Proactive interference
563
John has to give his cat Garfield a pill every day. He always opens up the pill bottle (which makes a popping sound) and removes one pill before giving it to Garfield, and he follows this by giving him a treat as a reward. After a while, John notices that when he opens up the pill bottle, Garfield comes running to him right away. In this example, the __________ is the conditioned stimulus.
sound of the pill bottle opening
564
Dr. Trawma wants to study whether cognitive-behavioural therapy or systematic desensitization is better at reducing his patients' anxiety. The dependent variable in this study is
the patients' levels of anxiety.
565
Alice went to the local coffee shop and ordered her usual drink, before sitting down to read her book. She didn't realize that a group of her friends were sitting at a table with a giant sign that said "Happy Birthday Alice!" even though she walked right past their table. They had to actually tap her on the shoulder before she noticed them. This is an example of
inattentional blindness.
566
Sensory memory has a larger _________ than short-term memory, but a smaller _________.
capacity; duration
567
Nicotine activates receptors sensitive to the neurotransmitter __________, and smokers report feelings of stimulation as well as relaxation and alertness.
acetylcholine
568
You are walking through a store when you see a good friend. According to the James-Lange theory, what might happen?

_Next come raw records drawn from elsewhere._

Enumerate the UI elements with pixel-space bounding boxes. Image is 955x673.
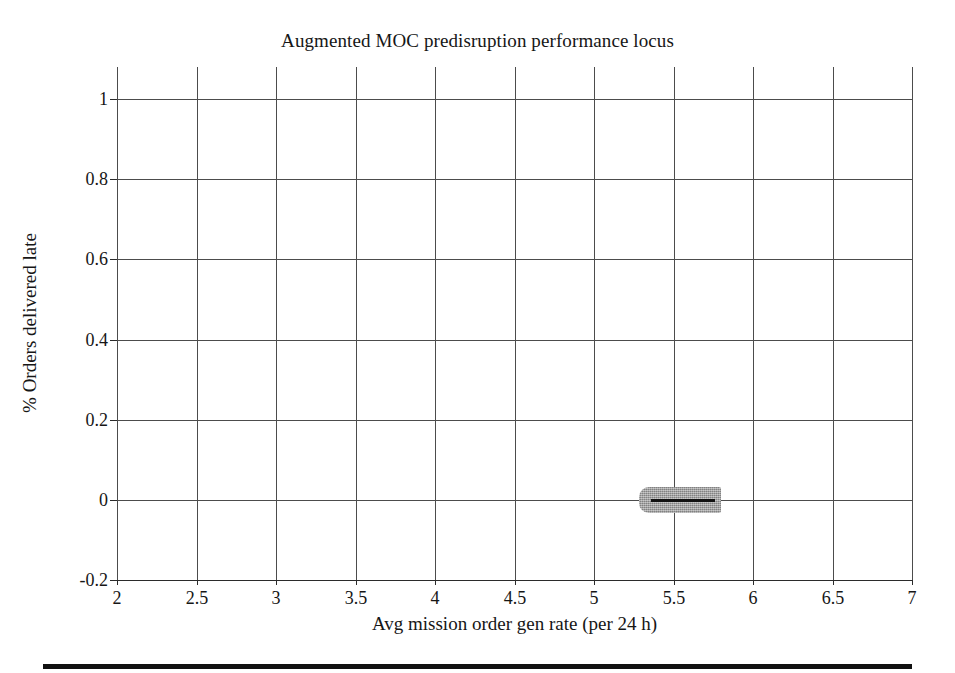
y-tick-label: 0.2 [86, 410, 109, 431]
y-tick-mark [110, 580, 117, 581]
x-tick-label: 2.5 [186, 588, 209, 609]
x-tick-mark [356, 580, 357, 585]
x-gridline [594, 67, 595, 580]
x-gridline [197, 67, 198, 580]
y-tick-label: -0.2 [80, 570, 109, 591]
x-tick-label: 4 [431, 588, 440, 609]
plot-area: 22.533.544.555.566.57-0.200.20.40.60.81 [117, 67, 912, 580]
x-tick-mark [515, 580, 516, 585]
y-gridline [117, 259, 912, 260]
series-core-line [651, 499, 716, 502]
x-gridline [753, 67, 754, 580]
x-tick-mark [912, 580, 913, 585]
y-tick-label: 0.4 [86, 330, 109, 351]
x-gridline [833, 67, 834, 580]
y-gridline [117, 340, 912, 341]
x-gridline [435, 67, 436, 580]
y-tick-label: 1 [99, 89, 108, 110]
x-tick-mark [674, 580, 675, 585]
x-tick-mark [197, 580, 198, 585]
x-tick-label: 4.5 [504, 588, 527, 609]
x-tick-mark [117, 580, 118, 585]
y-tick-label: 0.8 [86, 169, 109, 190]
x-tick-mark [753, 580, 754, 585]
x-tick-mark [833, 580, 834, 585]
y-tick-label: 0.6 [86, 249, 109, 270]
x-tick-label: 5.5 [663, 588, 686, 609]
y-tick-mark [110, 259, 117, 260]
chart-title: Augmented MOC predisruption performance … [0, 30, 955, 52]
y-tick-mark [110, 179, 117, 180]
y-gridline [117, 420, 912, 421]
x-tick-label: 6.5 [822, 588, 845, 609]
x-gridline [912, 67, 913, 580]
x-tick-label: 3.5 [345, 588, 368, 609]
y-gridline [117, 500, 912, 501]
x-tick-mark [594, 580, 595, 585]
x-gridline [276, 67, 277, 580]
x-axis-label: Avg mission order gen rate (per 24 h) [117, 613, 912, 635]
x-tick-label: 7 [908, 588, 917, 609]
x-gridline [356, 67, 357, 580]
y-tick-mark [110, 420, 117, 421]
x-tick-mark [276, 580, 277, 585]
y-tick-mark [110, 99, 117, 100]
x-tick-label: 5 [590, 588, 599, 609]
y-axis-label: % Orders delivered late [19, 233, 41, 413]
x-gridline [515, 67, 516, 580]
x-tick-label: 3 [272, 588, 281, 609]
y-tick-mark [110, 340, 117, 341]
x-tick-mark [435, 580, 436, 585]
y-gridline [117, 99, 912, 100]
footer-rule [43, 664, 912, 669]
y-tick-label: 0 [99, 490, 108, 511]
x-tick-label: 6 [749, 588, 758, 609]
x-gridline [117, 67, 118, 580]
x-tick-label: 2 [113, 588, 122, 609]
y-gridline [117, 179, 912, 180]
y-tick-mark [110, 500, 117, 501]
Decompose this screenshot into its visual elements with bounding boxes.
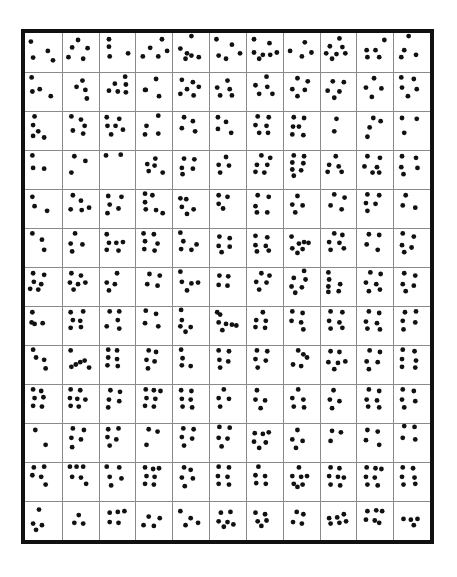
point-marker [267,273,272,278]
point-marker [255,365,260,370]
point-marker [344,519,349,524]
point-marker [336,289,341,294]
point-marker [225,436,230,441]
point-marker [143,88,148,93]
point-marker [40,237,45,242]
point-marker [80,78,85,83]
point-marker [160,170,165,175]
point-marker [375,398,380,403]
point-marker [224,322,229,327]
point-marker [182,156,187,161]
point-marker [179,308,184,313]
point-marker [79,208,84,213]
point-marker [297,465,302,470]
point-marker [179,388,184,393]
point-marker [145,282,150,287]
point-marker [42,357,47,362]
point-marker [155,241,160,246]
point-marker [406,94,411,99]
point-marker [107,520,112,525]
point-marker [182,465,187,470]
point-marker [377,405,382,410]
point-marker [414,116,419,121]
point-marker [227,349,232,354]
point-marker [216,320,221,325]
point-marker [263,318,268,323]
point-marker [328,247,333,252]
point-marker [331,388,336,393]
point-marker [265,162,270,167]
point-marker [414,358,419,363]
point-marker [364,48,369,53]
point-marker [30,89,35,94]
point-marker [253,83,258,88]
point-marker [72,154,77,159]
point-marker [289,318,294,323]
point-marker [143,387,148,392]
point-marker [375,165,380,170]
point-marker [42,135,47,140]
point-marker [39,389,44,394]
point-marker [123,90,128,95]
point-marker [227,244,232,249]
point-marker [42,247,47,252]
point-marker [83,159,88,164]
point-marker [327,474,332,479]
point-marker [83,88,88,93]
point-marker [104,153,109,158]
point-marker [400,243,405,248]
point-marker [183,56,188,61]
point-marker [214,37,219,42]
point-marker [366,404,371,409]
point-marker [340,325,345,330]
point-marker [399,165,404,170]
point-marker [293,290,298,295]
point-marker [216,244,221,249]
point-marker [188,325,193,330]
point-marker [31,279,36,284]
point-marker [299,364,304,369]
point-marker [328,521,333,526]
point-marker [327,240,332,245]
point-marker [225,283,230,288]
point-marker [39,282,44,287]
point-marker [289,284,294,289]
point-marker [326,270,331,275]
point-marker [378,327,383,332]
point-marker [302,240,307,245]
point-marker [377,170,382,175]
point-marker [151,524,156,529]
point-marker [375,429,380,434]
point-marker [191,427,196,432]
point-marker [31,123,36,128]
point-marker [51,58,56,63]
point-marker [290,309,295,314]
point-marker [30,473,35,478]
point-marker [408,517,413,522]
point-marker [414,87,419,92]
point-marker [156,113,161,118]
point-marker [364,85,369,90]
point-marker [115,348,120,353]
point-marker [117,399,122,404]
point-marker [341,246,346,251]
point-marker [70,45,75,50]
point-marker [179,77,184,82]
point-marker [70,128,75,133]
point-marker [325,88,330,93]
point-marker [105,435,110,440]
point-marker [364,359,369,364]
point-marker [188,516,193,521]
point-marker [83,397,88,402]
point-marker [119,476,124,481]
point-marker [295,428,300,433]
point-marker [180,404,185,409]
point-marker [68,325,73,330]
point-marker [264,74,269,79]
point-marker [218,365,223,370]
point-marker [328,465,333,470]
point-marker [188,467,193,472]
point-marker [265,235,270,240]
point-marker [151,388,156,393]
point-marker [330,56,335,61]
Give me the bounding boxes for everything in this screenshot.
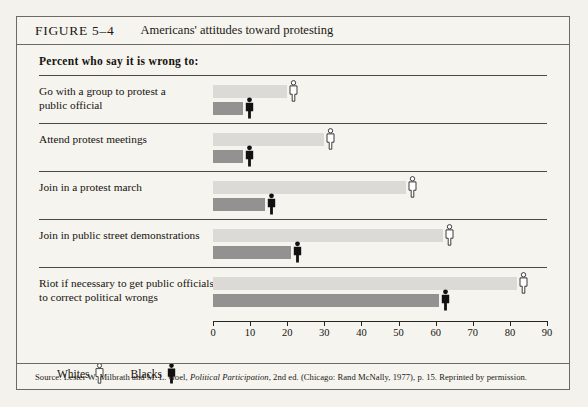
axis-tick	[399, 321, 400, 326]
axis-tick	[361, 321, 362, 326]
row-label-line: public official	[39, 99, 217, 113]
source-note-prefix: Source: Lester W. Milbrath and M. L. Goe…	[35, 372, 190, 382]
figure-body: Percent who say it is wrong to: Go with …	[17, 45, 569, 389]
axis-tick-label: 40	[356, 327, 367, 338]
axis-tick-label: 80	[505, 327, 516, 338]
person-icon-white	[325, 128, 336, 150]
axis-tick	[287, 321, 288, 326]
axis-tick	[213, 321, 214, 326]
axis-tick-label: 10	[245, 327, 256, 338]
figure-title: Americans' attitudes toward protesting	[140, 23, 333, 38]
x-axis: 0102030405060708090	[17, 321, 569, 347]
axis-tick-label: 50	[393, 327, 404, 338]
row-label-line: Go with a group to protest a	[39, 85, 217, 99]
source-note-suffix: , 2nd ed. (Chicago: Rand McNally, 1977),…	[269, 372, 527, 382]
row-label-line: Join in public street demonstrations	[39, 229, 217, 243]
bar-blacks	[213, 102, 243, 115]
axis-tick	[510, 321, 511, 326]
axis-tick	[473, 321, 474, 326]
bar-whites	[213, 181, 406, 194]
person-icon-black	[244, 145, 255, 167]
axis-tick	[324, 321, 325, 326]
row-label-line: to correct political wrongs	[39, 291, 217, 305]
bar-blacks	[213, 294, 439, 307]
row-separator	[39, 219, 547, 220]
row-label: Go with a group to protest apublic offic…	[39, 85, 217, 112]
axis-tick-label: 70	[468, 327, 479, 338]
row-label: Join in public street demonstrations	[39, 229, 217, 243]
bar-blacks	[213, 150, 243, 163]
person-icon-black	[266, 193, 277, 215]
axis-tick-label: 30	[319, 327, 330, 338]
axis-tick-label: 20	[282, 327, 293, 338]
row-label-line: Riot if necessary to get public official…	[39, 277, 217, 291]
person-icon-black	[440, 289, 451, 311]
bar-whites	[213, 133, 324, 146]
bar-whites	[213, 277, 517, 290]
person-icon-black	[292, 241, 303, 263]
row-separator	[39, 171, 547, 172]
source-note: Source: Lester W. Milbrath and M. L. Goe…	[35, 372, 527, 382]
row-separator	[39, 75, 547, 76]
person-icon-white	[518, 272, 529, 294]
axis-tick-label: 0	[210, 327, 215, 338]
figure-box: FIGURE 5–4 Americans' attitudes toward p…	[16, 16, 570, 390]
row-separator	[39, 267, 547, 268]
bar-blacks	[213, 246, 291, 259]
axis-tick-label: 90	[542, 327, 553, 338]
person-icon-black	[244, 97, 255, 119]
axis-tick	[250, 321, 251, 326]
figure-number: FIGURE 5–4	[35, 23, 114, 39]
axis-line	[213, 321, 547, 322]
axis-tick	[547, 321, 548, 326]
source-note-title: Political Participation	[190, 372, 269, 382]
row-label-line: Join in a protest march	[39, 181, 217, 195]
row-separator	[39, 123, 547, 124]
row-label: Riot if necessary to get public official…	[39, 277, 217, 304]
axis-tick-label: 60	[430, 327, 441, 338]
person-icon-white	[407, 176, 418, 198]
bar-blacks	[213, 198, 265, 211]
source-note-bar: Source: Lester W. Milbrath and M. L. Goe…	[17, 363, 569, 389]
figure-title-bar: FIGURE 5–4 Americans' attitudes toward p…	[17, 17, 569, 45]
bar-whites	[213, 229, 443, 242]
person-icon-white	[288, 80, 299, 102]
person-icon-white	[444, 224, 455, 246]
row-label-line: Attend protest meetings	[39, 133, 217, 147]
bar-chart: Go with a group to protest apublic offic…	[17, 75, 569, 337]
row-label: Join in a protest march	[39, 181, 217, 195]
figure-page: FIGURE 5–4 Americans' attitudes toward p…	[0, 0, 588, 407]
row-label: Attend protest meetings	[39, 133, 217, 147]
chart-subhead: Percent who say it is wrong to:	[39, 55, 199, 67]
axis-tick	[436, 321, 437, 326]
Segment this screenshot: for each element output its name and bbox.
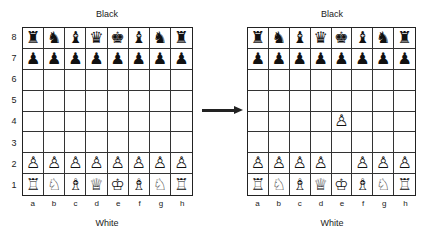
square-d6 <box>311 70 332 91</box>
black-knight-icon: ♞ <box>47 30 61 46</box>
black-pawn-icon: ♟ <box>153 51 167 67</box>
square-f1: ♗ <box>129 174 150 195</box>
square-h7: ♟ <box>394 49 415 70</box>
square-h6 <box>394 70 415 91</box>
square-c1: ♗ <box>290 174 311 195</box>
black-pawn-icon: ♟ <box>47 51 61 67</box>
white-rook-icon: ♖ <box>26 177 40 193</box>
square-e7: ♟ <box>108 49 129 70</box>
file-label: e <box>332 199 353 208</box>
black-queen-icon: ♛ <box>313 30 327 46</box>
square-a2: ♙ <box>248 153 269 174</box>
square-h6 <box>171 70 192 91</box>
white-pawn-icon: ♙ <box>26 155 40 171</box>
right-chessboard: ♜♞♝♛♚♝♞♜♟♟♟♟♟♟♟♟♙♙♙♙♙♙♙♙♖♘♗♕♔♗♘♖ <box>247 27 416 196</box>
black-pawn-icon: ♟ <box>397 51 411 67</box>
white-knight-icon: ♘ <box>272 177 286 193</box>
white-bishop-icon: ♗ <box>293 177 307 193</box>
square-d2: ♙ <box>86 153 107 174</box>
black-knight-icon: ♞ <box>272 30 286 46</box>
square-h3 <box>394 132 415 153</box>
square-g6 <box>150 70 171 91</box>
square-h8: ♜ <box>394 28 415 49</box>
square-f8: ♝ <box>129 28 150 49</box>
black-bishop-icon: ♝ <box>132 30 146 46</box>
file-label: d <box>86 199 107 208</box>
square-a3 <box>248 132 269 153</box>
black-pawn-icon: ♟ <box>68 51 82 67</box>
file-label: a <box>22 199 43 208</box>
square-f8: ♝ <box>352 28 373 49</box>
square-a4 <box>248 112 269 133</box>
black-rook-icon: ♜ <box>174 30 188 46</box>
square-d8: ♛ <box>86 28 107 49</box>
black-king-icon: ♚ <box>334 30 348 46</box>
file-label: h <box>172 199 193 208</box>
square-g5 <box>373 91 394 112</box>
square-e2 <box>332 153 353 174</box>
square-h2: ♙ <box>394 153 415 174</box>
black-pawn-icon: ♟ <box>26 51 40 67</box>
square-b3 <box>269 132 290 153</box>
square-c8: ♝ <box>65 28 86 49</box>
square-c5 <box>65 91 86 112</box>
square-g2: ♙ <box>373 153 394 174</box>
file-label: d <box>310 199 331 208</box>
white-pawn-icon: ♙ <box>397 155 411 171</box>
square-e4 <box>108 112 129 133</box>
square-d4 <box>86 112 107 133</box>
square-c8: ♝ <box>290 28 311 49</box>
black-pawn-icon: ♟ <box>293 51 307 67</box>
square-f3 <box>352 132 373 153</box>
rank-label: 3 <box>9 138 19 148</box>
black-pawn-icon: ♟ <box>89 51 103 67</box>
square-a6 <box>248 70 269 91</box>
white-pawn-icon: ♙ <box>313 155 327 171</box>
white-pawn-icon: ♙ <box>89 155 103 171</box>
square-c7: ♟ <box>65 49 86 70</box>
square-c3 <box>290 132 311 153</box>
black-pawn-icon: ♟ <box>132 51 146 67</box>
file-label: f <box>353 199 374 208</box>
square-f2: ♙ <box>352 153 373 174</box>
square-g8: ♞ <box>373 28 394 49</box>
rank-label: 2 <box>9 159 19 169</box>
square-g5 <box>150 91 171 112</box>
square-a3 <box>23 132 44 153</box>
white-bishop-icon: ♗ <box>355 177 369 193</box>
black-pawn-icon: ♟ <box>272 51 286 67</box>
square-b4 <box>44 112 65 133</box>
black-pawn-icon: ♟ <box>334 51 348 67</box>
square-d8: ♛ <box>311 28 332 49</box>
square-e7: ♟ <box>332 49 353 70</box>
square-b1: ♘ <box>44 174 65 195</box>
square-d6 <box>86 70 107 91</box>
square-f7: ♟ <box>352 49 373 70</box>
white-pawn-icon: ♙ <box>251 155 265 171</box>
white-pawn-icon: ♙ <box>272 155 286 171</box>
black-pawn-icon: ♟ <box>313 51 327 67</box>
white-pawn-icon: ♙ <box>68 155 82 171</box>
square-e2: ♙ <box>108 153 129 174</box>
white-pawn-icon: ♙ <box>174 155 188 171</box>
left-board-top-label: Black <box>22 9 192 19</box>
square-b2: ♙ <box>269 153 290 174</box>
square-c1: ♗ <box>65 174 86 195</box>
square-e1: ♔ <box>108 174 129 195</box>
white-rook-icon: ♖ <box>397 177 411 193</box>
square-d1: ♕ <box>311 174 332 195</box>
square-c7: ♟ <box>290 49 311 70</box>
square-h7: ♟ <box>171 49 192 70</box>
white-king-icon: ♔ <box>334 177 348 193</box>
square-h4 <box>394 112 415 133</box>
square-g7: ♟ <box>150 49 171 70</box>
square-g6 <box>373 70 394 91</box>
black-knight-icon: ♞ <box>376 30 390 46</box>
square-a2: ♙ <box>23 153 44 174</box>
square-a5 <box>248 91 269 112</box>
file-label: g <box>374 199 395 208</box>
square-h2: ♙ <box>171 153 192 174</box>
square-h1: ♖ <box>171 174 192 195</box>
square-b6 <box>44 70 65 91</box>
square-b8: ♞ <box>269 28 290 49</box>
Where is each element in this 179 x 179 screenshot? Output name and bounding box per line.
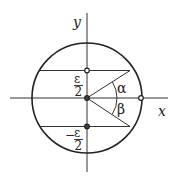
beta-label: β — [117, 101, 125, 117]
y-axis-label: y — [72, 14, 82, 30]
eps-pos-numerator: ε — [74, 72, 80, 86]
x-intercept-point — [139, 96, 144, 101]
diagram-canvas: y x ε 2 − ε 2 α β — [0, 0, 179, 179]
eps-pos-denominator: 2 — [75, 85, 83, 99]
x-axis-label: x — [158, 103, 166, 119]
upper-point — [85, 68, 90, 73]
center-point — [85, 96, 90, 101]
alpha-label: α — [117, 80, 127, 96]
eps-neg-denominator: 2 — [75, 139, 83, 153]
lower-point — [85, 124, 90, 129]
eps-neg-numerator: ε — [74, 126, 80, 140]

You experience physiological changes followed by a feeling of happiness.
569
The polygraph should be more accurately titled ________________ rather than a lie detector.
an arousal detector
570
Ito was out hunting when a stray bullet hit the front of his head. Most of his prefrontal cortex was severely damaged, but little damage was found elsewhere in his brain. As a result of the accident, change most likely happened to Ito?
He experienced a change in personality.
571
When Pavlov placed meat powder or other food in the mouths of canine subjects, they began to salivate. The salivation was a(n)
unconditioned response.
572
Naturalistic observation and case study methods are to __________ as correlational methods are to __________.
description; prediction
573
You are listening in on a discussion among a group of psychology majors. One major says that field will only move forward if we use objective methods for understanding the principles that guide publicly observable human actions. This statement is most consistent with
behaviourism
574
If the dendrites of a neuron were damaged, what problem would that cell have?
It would not be able to receive neurotransmitters.
575
Renata doesn't like to check her email because when she does there is usually a nasty message from her coworker. This is an example of which operant concept?
positive punishment
576
Young children tend to have simple dreams, whereas adults tend to have more complex dreams with bizarre features and stronger emotions. This suggests that as we learn more and have more complex thoughts, our dreams also become more complex. Which theory of dreaming is supported by this evidence?
neurocognitive theory
577
Milo and Shirley have been happily married for 20 years. They believe they made it to this milestone because they know each other so well. They recently did a quiz that showed them that they don't know each other as well as they thought! This evidence didn't change their minds, however, and they still believe that their love is because they know nearly everything about each other. This is an example of
belief perseverance.
578
What property of sound is the most similar to the brightness of light?
loudness
579
Neurons that fire together will wire together. Which process is associated with this rhyme?